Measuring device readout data
————————
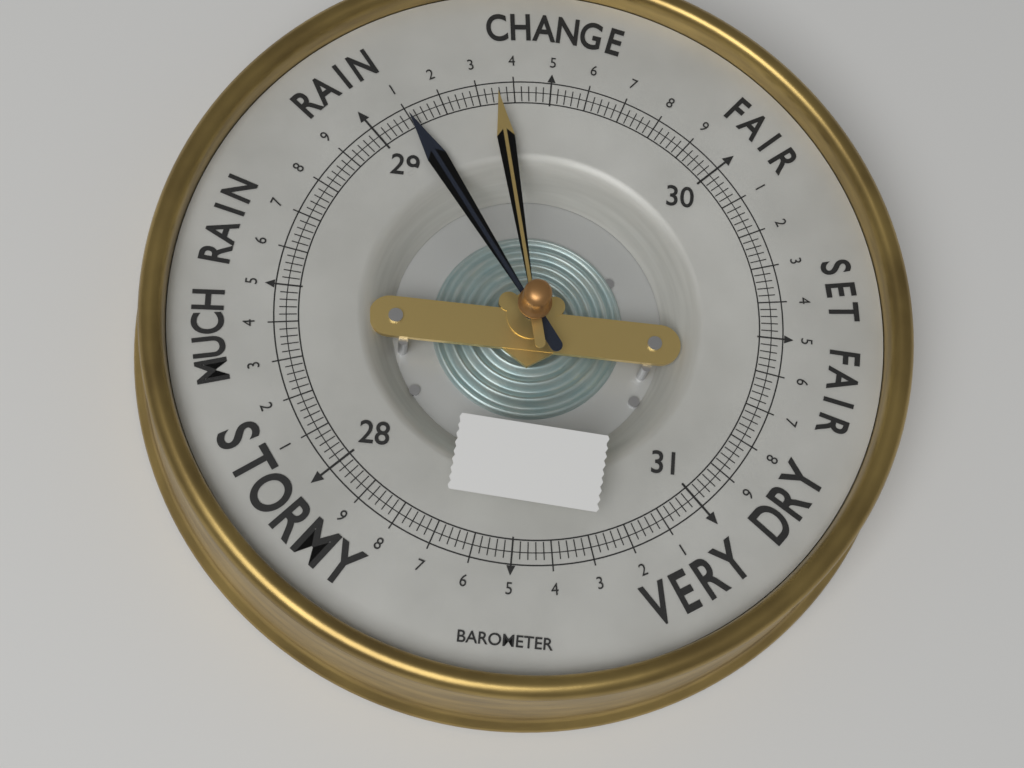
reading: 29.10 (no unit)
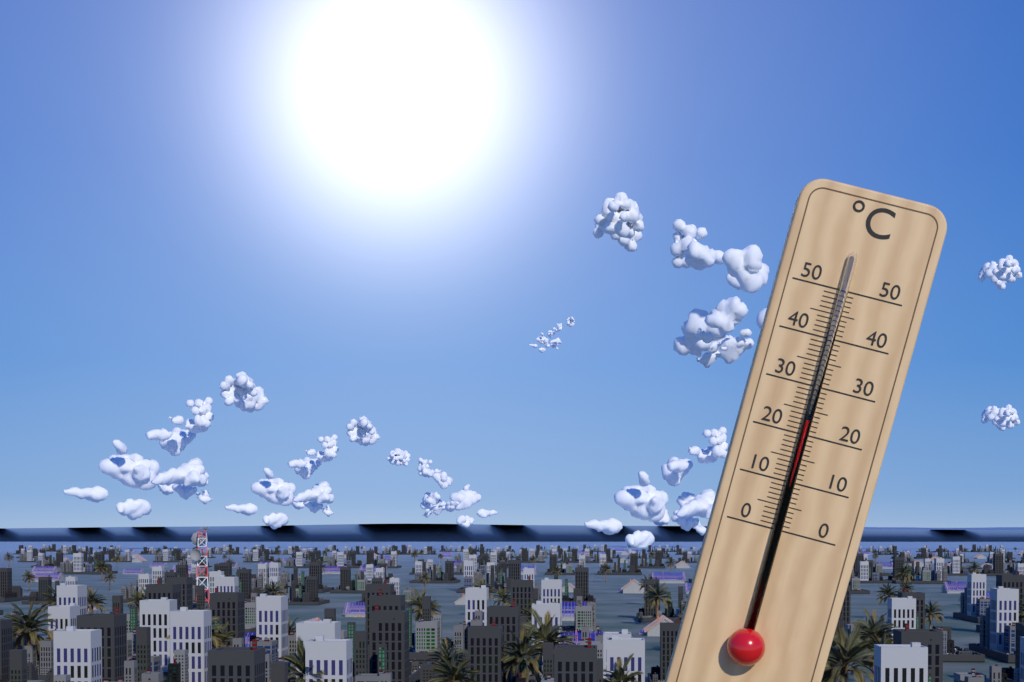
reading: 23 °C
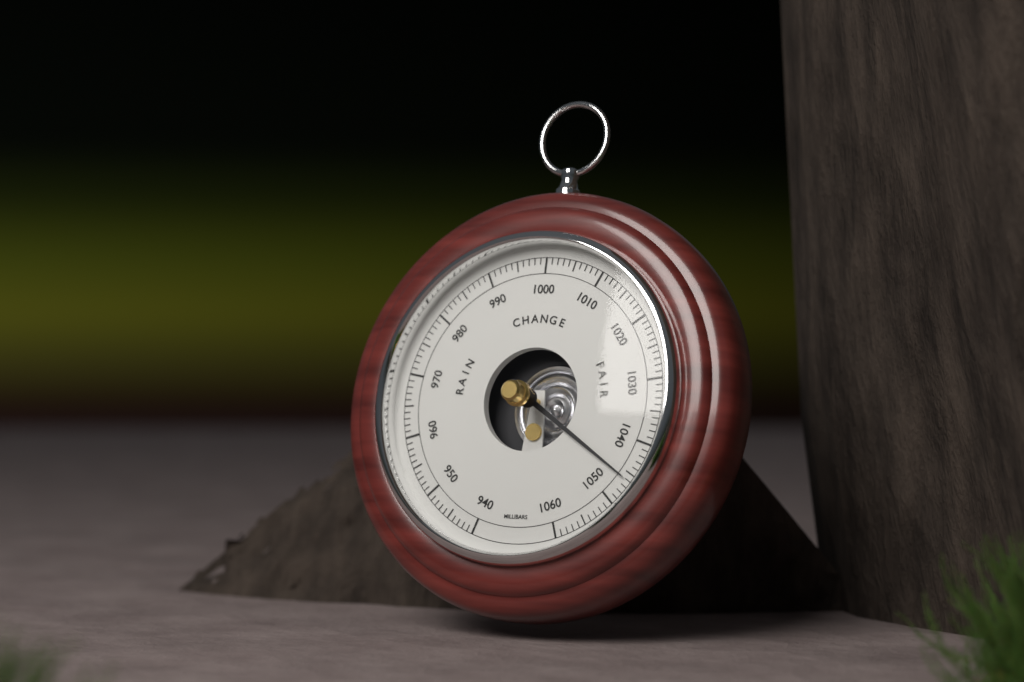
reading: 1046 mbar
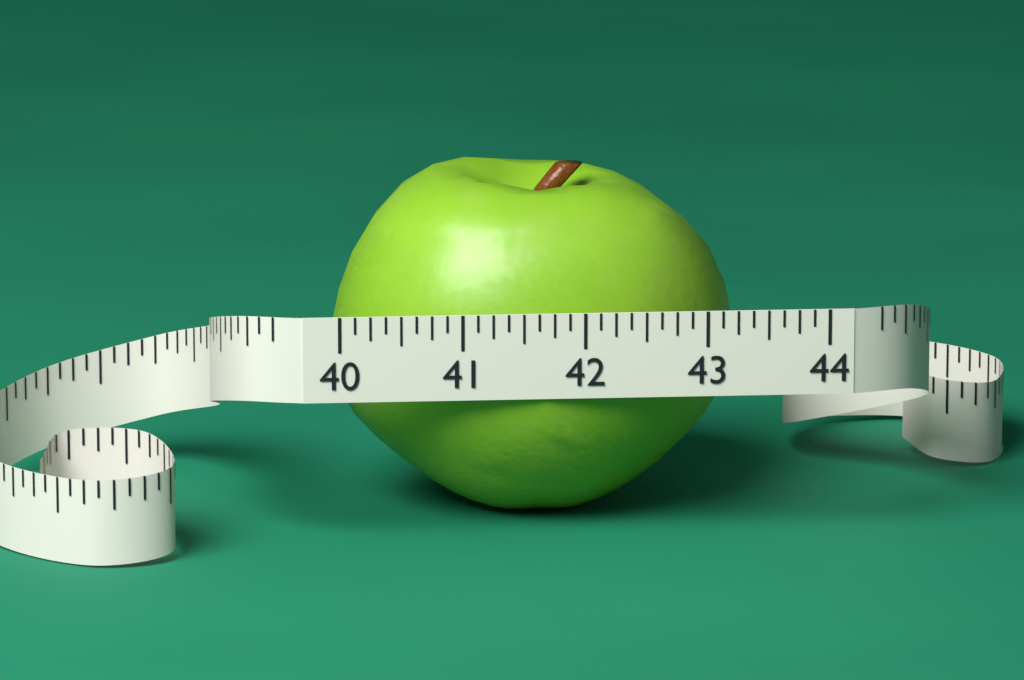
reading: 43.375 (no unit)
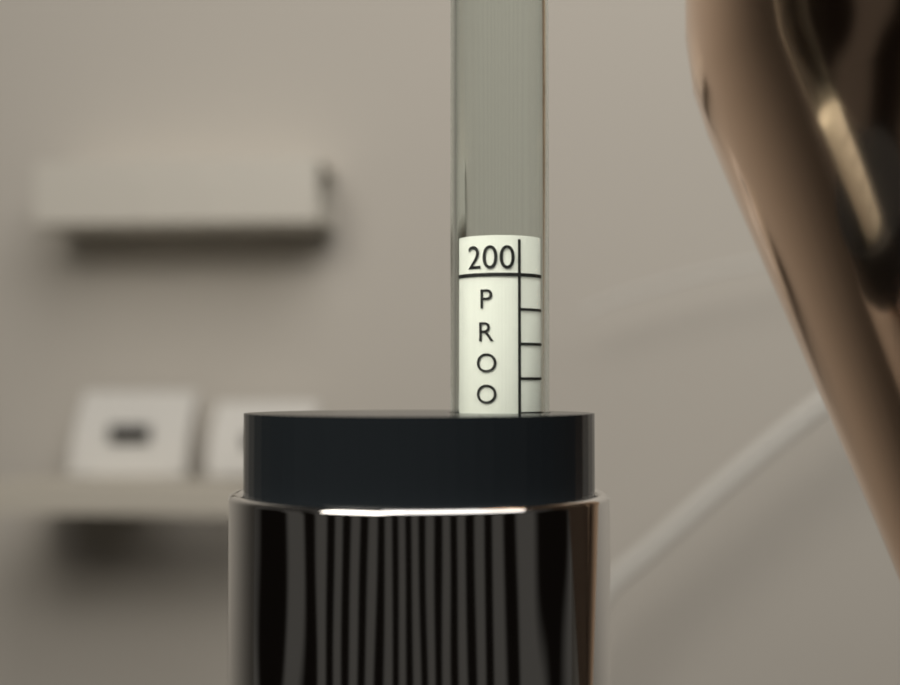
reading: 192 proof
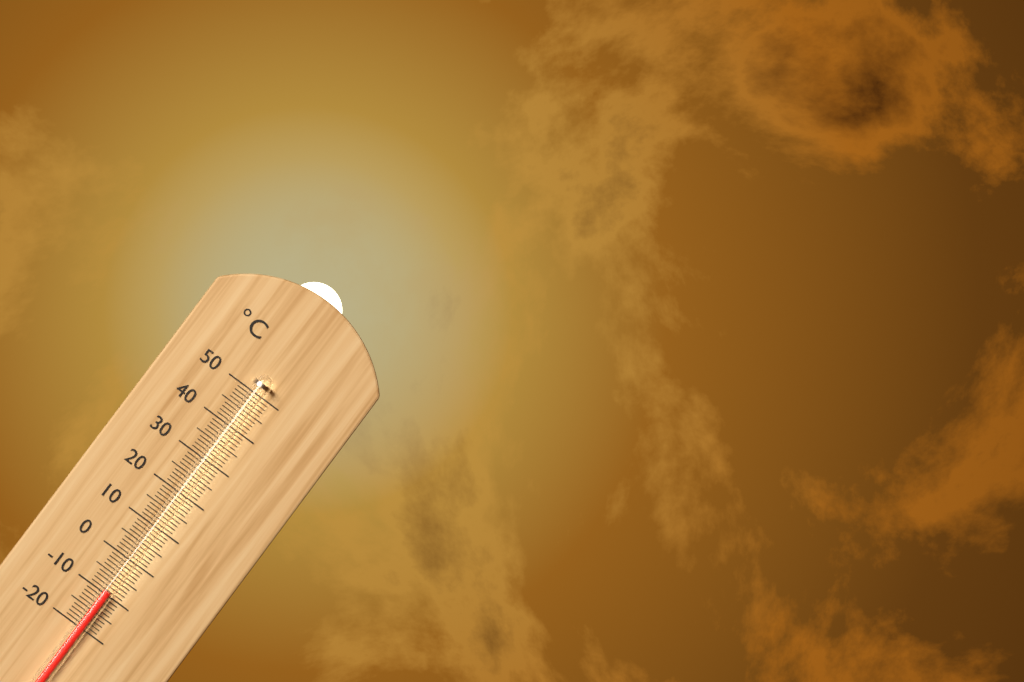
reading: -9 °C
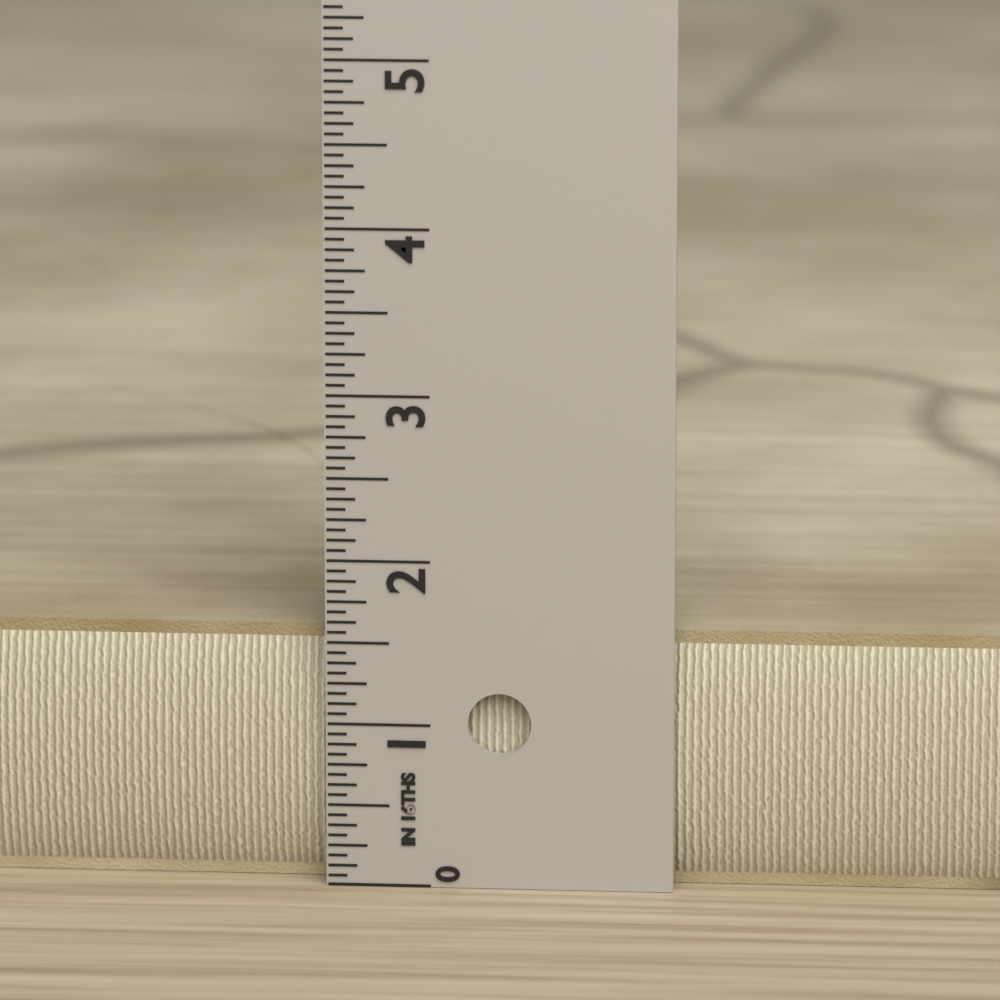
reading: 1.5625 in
————————
The answer must repeat every record exactly, with all pictures left out.

reading: 29.10 (no unit)
reading: 23 °C
reading: 1046 mbar
reading: 43.375 (no unit)
reading: 192 proof
reading: -9 °C
reading: 1.5625 in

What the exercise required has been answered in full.